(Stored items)
_ _ _ _

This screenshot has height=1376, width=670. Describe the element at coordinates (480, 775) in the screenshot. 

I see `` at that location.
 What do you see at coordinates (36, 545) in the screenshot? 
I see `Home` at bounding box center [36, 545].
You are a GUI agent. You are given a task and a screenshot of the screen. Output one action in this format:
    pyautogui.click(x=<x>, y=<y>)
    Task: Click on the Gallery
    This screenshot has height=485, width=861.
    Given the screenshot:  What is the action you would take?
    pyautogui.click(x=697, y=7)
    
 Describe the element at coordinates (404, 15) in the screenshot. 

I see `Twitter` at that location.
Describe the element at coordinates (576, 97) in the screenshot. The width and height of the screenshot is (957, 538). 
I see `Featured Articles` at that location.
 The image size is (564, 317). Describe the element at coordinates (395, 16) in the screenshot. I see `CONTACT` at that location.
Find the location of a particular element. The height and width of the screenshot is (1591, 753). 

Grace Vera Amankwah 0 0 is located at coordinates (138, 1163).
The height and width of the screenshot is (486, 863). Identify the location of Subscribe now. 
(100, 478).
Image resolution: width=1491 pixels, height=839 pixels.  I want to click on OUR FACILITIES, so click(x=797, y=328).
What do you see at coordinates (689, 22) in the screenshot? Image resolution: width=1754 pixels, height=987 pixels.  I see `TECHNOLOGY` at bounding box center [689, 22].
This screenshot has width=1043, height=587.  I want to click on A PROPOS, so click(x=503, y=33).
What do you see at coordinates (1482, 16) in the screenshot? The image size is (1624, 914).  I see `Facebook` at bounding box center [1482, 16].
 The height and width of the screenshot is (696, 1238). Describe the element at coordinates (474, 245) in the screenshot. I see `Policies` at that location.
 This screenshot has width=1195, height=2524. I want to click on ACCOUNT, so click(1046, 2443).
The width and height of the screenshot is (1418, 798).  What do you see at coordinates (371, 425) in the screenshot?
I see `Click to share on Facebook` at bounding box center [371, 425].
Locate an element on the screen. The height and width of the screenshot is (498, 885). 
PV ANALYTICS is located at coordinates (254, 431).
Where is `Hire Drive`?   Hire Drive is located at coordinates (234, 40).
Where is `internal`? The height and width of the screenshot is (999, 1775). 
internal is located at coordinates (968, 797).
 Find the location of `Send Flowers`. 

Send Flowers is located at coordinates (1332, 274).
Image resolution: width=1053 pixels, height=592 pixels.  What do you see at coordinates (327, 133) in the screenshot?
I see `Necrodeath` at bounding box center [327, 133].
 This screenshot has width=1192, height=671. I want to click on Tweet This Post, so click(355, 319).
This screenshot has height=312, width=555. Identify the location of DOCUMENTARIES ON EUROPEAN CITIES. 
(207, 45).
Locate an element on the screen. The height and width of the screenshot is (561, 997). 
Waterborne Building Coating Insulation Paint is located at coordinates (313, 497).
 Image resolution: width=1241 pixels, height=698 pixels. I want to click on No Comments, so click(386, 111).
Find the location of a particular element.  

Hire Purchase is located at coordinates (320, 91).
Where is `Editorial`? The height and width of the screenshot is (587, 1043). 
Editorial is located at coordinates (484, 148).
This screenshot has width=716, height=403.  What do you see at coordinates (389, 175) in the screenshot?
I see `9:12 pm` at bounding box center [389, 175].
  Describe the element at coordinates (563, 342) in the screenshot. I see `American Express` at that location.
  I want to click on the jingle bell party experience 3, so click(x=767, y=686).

_ _ _ _

- **INSTRUCTIONS FOR THE TASK**: The reply should restate the records above in full, character for character.

- **SOLVED EXERCISE**:
This screenshot has height=1376, width=670. Describe the element at coordinates (480, 775) in the screenshot. 

I see `` at that location.
 What do you see at coordinates (36, 545) in the screenshot? 
I see `Home` at bounding box center [36, 545].
You are a GUI agent. You are given a task and a screenshot of the screen. Output one action in this format:
    pyautogui.click(x=<x>, y=<y>)
    Task: Click on the Gallery
    This screenshot has height=485, width=861.
    Given the screenshot:  What is the action you would take?
    pyautogui.click(x=697, y=7)
    
 Describe the element at coordinates (404, 15) in the screenshot. 

I see `Twitter` at that location.
Describe the element at coordinates (576, 97) in the screenshot. The width and height of the screenshot is (957, 538). 
I see `Featured Articles` at that location.
 The image size is (564, 317). Describe the element at coordinates (395, 16) in the screenshot. I see `CONTACT` at that location.
Find the location of a particular element. The height and width of the screenshot is (1591, 753). 

Grace Vera Amankwah 0 0 is located at coordinates (138, 1163).
The height and width of the screenshot is (486, 863). Identify the location of Subscribe now. 
(100, 478).
Image resolution: width=1491 pixels, height=839 pixels.  I want to click on OUR FACILITIES, so click(x=797, y=328).
What do you see at coordinates (689, 22) in the screenshot? Image resolution: width=1754 pixels, height=987 pixels.  I see `TECHNOLOGY` at bounding box center [689, 22].
This screenshot has width=1043, height=587.  I want to click on A PROPOS, so click(x=503, y=33).
What do you see at coordinates (1482, 16) in the screenshot? The image size is (1624, 914).  I see `Facebook` at bounding box center [1482, 16].
 The height and width of the screenshot is (696, 1238). Describe the element at coordinates (474, 245) in the screenshot. I see `Policies` at that location.
 This screenshot has width=1195, height=2524. I want to click on ACCOUNT, so click(1046, 2443).
The width and height of the screenshot is (1418, 798).  What do you see at coordinates (371, 425) in the screenshot?
I see `Click to share on Facebook` at bounding box center [371, 425].
Locate an element on the screen. The height and width of the screenshot is (498, 885). 
PV ANALYTICS is located at coordinates (254, 431).
Where is `Hire Drive`?   Hire Drive is located at coordinates (234, 40).
Where is `internal`? The height and width of the screenshot is (999, 1775). 
internal is located at coordinates (968, 797).
 Find the location of `Send Flowers`. 

Send Flowers is located at coordinates (1332, 274).
Image resolution: width=1053 pixels, height=592 pixels.  What do you see at coordinates (327, 133) in the screenshot?
I see `Necrodeath` at bounding box center [327, 133].
 This screenshot has width=1192, height=671. I want to click on Tweet This Post, so click(355, 319).
This screenshot has height=312, width=555. Identify the location of DOCUMENTARIES ON EUROPEAN CITIES. 
(207, 45).
Locate an element on the screen. The height and width of the screenshot is (561, 997). 
Waterborne Building Coating Insulation Paint is located at coordinates (313, 497).
 Image resolution: width=1241 pixels, height=698 pixels. I want to click on No Comments, so click(386, 111).
Find the location of a particular element.  

Hire Purchase is located at coordinates (320, 91).
Where is `Editorial`? The height and width of the screenshot is (587, 1043). 
Editorial is located at coordinates (484, 148).
This screenshot has width=716, height=403.  What do you see at coordinates (389, 175) in the screenshot?
I see `9:12 pm` at bounding box center [389, 175].
  Describe the element at coordinates (563, 342) in the screenshot. I see `American Express` at that location.
  I want to click on the jingle bell party experience 3, so click(x=767, y=686).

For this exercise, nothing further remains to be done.